When I send a gif URL is it sent as a Kind 1? The reason I ask is when you say 'blog post' that's what I'm thinking of in my mind. I write a few words, it's cast as a static URL in a note (kind 1?) and the user sees the words like they always see. When I edit that blog post the URL in the note is unchanged but it's rendered content has changed.
It's clear that the author could use this as a way to rug people in various ways but wouldn't their WoT start taking hits as people who got rugged unfollow the npub?
What if the publishing client could generate a type of "vanity URL" that included a token you have to buy but that token can only be provably bought by your npub?
I'm about to break my brain because I'm at my very limit of gud thinking.
Images are usually sent as mutable urls, yeah, but
@hzrd149 is fixing this with blossom, which extends the content addressability to files as well.
> wouldn't their WoT start taking hits as people who got rugged unfollow the npub?
Yes, but that's not really a complete disincentive. Maybe they don't care about their wot and they're trolling, maybe their already famous and they get to be deceptive about what they've said publicly (c.f. SBF).
There are other reasons listed in
@fiatjaf's article he linked above, one of which is that edits with history are quite complex, and raise the bar for developers to prototype new clients.
Excellent point.
What if it cost money to edit?

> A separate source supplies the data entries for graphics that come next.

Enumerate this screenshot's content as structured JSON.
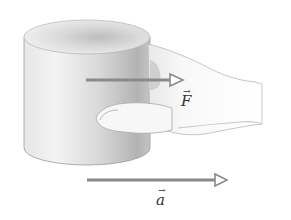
{
  "diagram": {
    "objects": [
      {
        "name": "cylinder",
        "shape": "cylinder"
      },
      {
        "name": "hand",
        "shape": "hand"
      }
    ],
    "vectors": [
      {
        "id": "force",
        "symbol": "F",
        "arrow_glyph": "→",
        "direction": "right"
      },
      {
        "id": "acceleration",
        "symbol": "a",
        "arrow_glyph": "→",
        "direction": "right"
      }
    ],
    "colors": {
      "arrow": "#8a8a8a",
      "cylinder_light": "#f2f2f2",
      "cylinder_dark": "#a9a9a9",
      "hand_fill": "#fafafa",
      "hand_outline": "#b0b0b0",
      "label": "#333333"
    }
  }
}
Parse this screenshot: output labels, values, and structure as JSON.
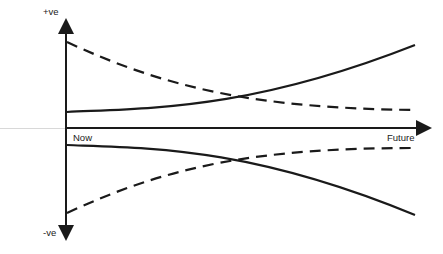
{
  "diagram": {
    "axes": {
      "y_top_label": "+ve",
      "y_bottom_label": "-ve",
      "x_start_label": "Now",
      "x_end_label": "Future"
    },
    "curves": [
      {
        "name": "upper-solid",
        "style": "solid",
        "description": "rises from slightly positive to strongly positive"
      },
      {
        "name": "upper-dashed",
        "style": "dashed",
        "description": "falls from strongly positive to slightly positive"
      },
      {
        "name": "lower-solid",
        "style": "solid",
        "description": "falls from slightly negative to strongly negative"
      },
      {
        "name": "lower-dashed",
        "style": "dashed",
        "description": "rises from strongly negative to slightly negative"
      }
    ],
    "colors": {
      "line": "#1a1a1a",
      "background": "#ffffff",
      "faint_text": "#ececec"
    }
  }
}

Just spitballin' at this point.
Cool suggestion but I kind of like how
@Fabian set it up: post note, give a few second countdown to cancel the note, or just leave it alone and it posts.

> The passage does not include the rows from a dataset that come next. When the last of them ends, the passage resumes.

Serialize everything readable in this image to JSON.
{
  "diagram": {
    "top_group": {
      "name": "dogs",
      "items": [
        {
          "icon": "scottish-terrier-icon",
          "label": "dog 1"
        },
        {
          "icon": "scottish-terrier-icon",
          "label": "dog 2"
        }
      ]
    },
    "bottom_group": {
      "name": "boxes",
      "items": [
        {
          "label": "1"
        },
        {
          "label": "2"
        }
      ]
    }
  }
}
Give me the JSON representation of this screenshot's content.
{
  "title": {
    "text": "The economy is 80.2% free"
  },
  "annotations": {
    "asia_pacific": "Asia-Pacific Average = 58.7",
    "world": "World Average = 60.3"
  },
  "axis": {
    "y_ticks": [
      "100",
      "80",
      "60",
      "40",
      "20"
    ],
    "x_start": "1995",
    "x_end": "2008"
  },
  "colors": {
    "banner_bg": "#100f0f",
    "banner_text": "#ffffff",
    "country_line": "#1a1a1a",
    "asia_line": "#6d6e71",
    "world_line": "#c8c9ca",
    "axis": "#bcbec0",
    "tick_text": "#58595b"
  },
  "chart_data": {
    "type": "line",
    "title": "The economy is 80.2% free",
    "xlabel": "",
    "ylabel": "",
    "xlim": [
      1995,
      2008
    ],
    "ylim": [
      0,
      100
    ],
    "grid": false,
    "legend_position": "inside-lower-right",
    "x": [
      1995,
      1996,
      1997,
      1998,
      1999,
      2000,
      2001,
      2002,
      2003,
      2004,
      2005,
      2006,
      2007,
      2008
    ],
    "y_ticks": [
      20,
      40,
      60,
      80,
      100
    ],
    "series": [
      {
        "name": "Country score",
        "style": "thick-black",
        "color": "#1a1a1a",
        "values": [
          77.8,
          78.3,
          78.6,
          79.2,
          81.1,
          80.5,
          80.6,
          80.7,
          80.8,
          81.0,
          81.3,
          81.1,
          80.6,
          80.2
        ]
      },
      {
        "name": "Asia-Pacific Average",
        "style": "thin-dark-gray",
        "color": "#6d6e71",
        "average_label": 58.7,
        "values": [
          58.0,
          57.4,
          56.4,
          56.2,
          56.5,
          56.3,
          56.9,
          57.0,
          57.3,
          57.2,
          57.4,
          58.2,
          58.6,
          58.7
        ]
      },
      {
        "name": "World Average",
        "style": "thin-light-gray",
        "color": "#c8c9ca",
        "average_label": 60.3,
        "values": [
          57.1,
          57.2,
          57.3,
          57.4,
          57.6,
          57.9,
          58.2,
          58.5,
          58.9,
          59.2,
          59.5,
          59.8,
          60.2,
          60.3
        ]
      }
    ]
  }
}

Man, this whole issue is way more fascinating than I would have thought.
π€£ Iβm enjoying reading the dev responses.
It's deep. I tried to explain it more theoretically here: Referential transparency is a superpower.

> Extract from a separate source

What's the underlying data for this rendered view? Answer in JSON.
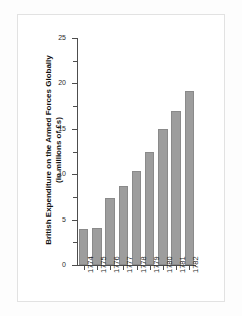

This is very good experience indeed.
Coracle and flotilla both have this as well
So am I, Corn. So am I.
Love Coracle, giving Flotilla a try this weekend so I can get my friends group off Discord - or I get new friends.
I think you can delete the note in
@npub1sn0r...jtws
Sweet, let me know if you run into any issues, I'm happy to help however I can
Then we're back to the good ol days of, whoever is wealthiest controls the information.
Iβm just happy to be included π
Look here, lemonhead, how dare I NOT include you?
That'd just be plain rude.
Gah!
"...maybe their already famous and they get to be deceptive about what they've said publicly (c.f. SBF).
People in positions of power say a lot of deceptive things. The ability to rewrite history (aka 1984 sytle) is a wonderful tool for cultivating that power. Look at legacy media.
I want to see nostr other-stuff that starts copying everything these elite say and publish it for the immutable record. It will not take long after to see who are the tyrants, and who are the prophets.
Can you help me get new friends?
Everyone on Nostr better be your friend π
Exactly.
Happy to help π
String of bachelor parties?
Hang on, let me get my fake mustache
Wants friends.
Invents decentralized social communication protocol.
Profits.
I like it.
But if the URL has an imeta tag, and it has an 'x' field, then editing the content of the note will invalidate that 'x' hash. So you'd have to make sure not to do that.
Do blog posts show in the most popular clients saving the other notes? Nostr canβt be a place for serious writing (as in articles, newsletters, etc) without an edit button.
Blog posts are editable, it's just kind 1's that shouldn't be
Worked through this batch already? π
Why not? That guy on Twitter Krueger launched a shitcoin the other day and deleted all the related tweets afterwards. People still remember, call him out and comment with evidence on all his new tweets.
And what happens for example if a youngster posts something that he/she will regret the morning after?
Why does immutability have to be a parameter in a social credit system?
Posts a kind 1: "Like and boost if you look forward to fiat finally dying and Bitcoin taking over as the global medium of exchange."
Waits for a bunch of Bitcoiners to like and boost.
Edits the post: "Like and boost if you look forward to XRP flipping Bitcoin this cycle!"
#rugstr
The more I think about the more Iβm in agreement.
We have delete, and despite my initial reservations it works pretty well.
So then why not just make another not to replace that one?